German Greens vote to backtrack on unemployment reforms

NUREMBERG, Germany (AFP) — Germany's Green Party voted for an increase and extension of social security spending Saturday, partly rejecting some of the reforms the party itself approved when in government.

At the party's three-day annual conference in Nuremberg -- which started Friday -- more than half the 800 delegates voted in favour of extending benefits for the long-term unemployed.

The result comes as a relief to the Greens' leadership, stung by a vote at a special assembly called two months ago where grassroots members voted down a leadership motion backing a continued German military presence in Afghanistan.

That upset caused potential coalition parties -- both at federal and regional level -- to reconsider the Green's credibility as partners.

"If we wish our policy to have weight in society, it must be visionary and ambitious, but most of all politically practicable," the party's co-leader Reinhard Butikofer told rank-and-file members.

The Greens hover around nine percent in opinion polls but have suffered from the retirement of their charismatic figurehead Joschka Fischer.

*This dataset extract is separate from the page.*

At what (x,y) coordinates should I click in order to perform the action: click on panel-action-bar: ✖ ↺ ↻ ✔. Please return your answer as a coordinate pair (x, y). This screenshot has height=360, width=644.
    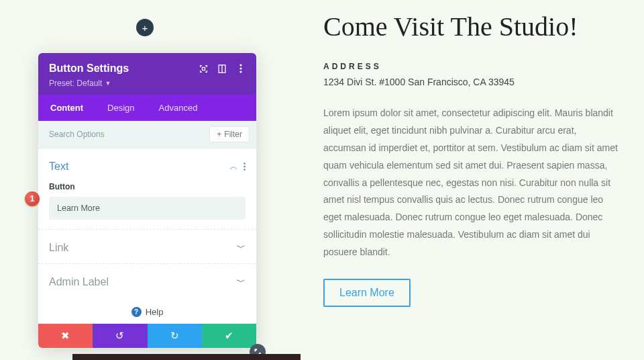
    Looking at the image, I should click on (148, 336).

Saturday's motion -- which passed by 432 to 296 votes -- calls for extending the current long-term unemployment benefits given to those in need, including those who have never worked due to ill-health and those too old to enter the labour market.

It would also increase payment levels from a current 347 euros (514 dollars) to 420.

The Green delegates also approved a measure to boost social spending by 60 million euros, with the priority being education.

The Green's decision to revisit the controversial "Hartz IV" employment reforms instigated under former chancellor Gerhard Schroeder echoes a recent Social Democratic Party (SPD) conference, which also sought to undo some of the measures.

The two parties ruled Germany in a Red-Green coalition from 1998-2005, during which time the controversial reforms were originally introduced.

A more radical alternative motion, guaranteeing minimum state aid levels regardless of property or income, based on the French model, was rejected -- to the relief of the leadership.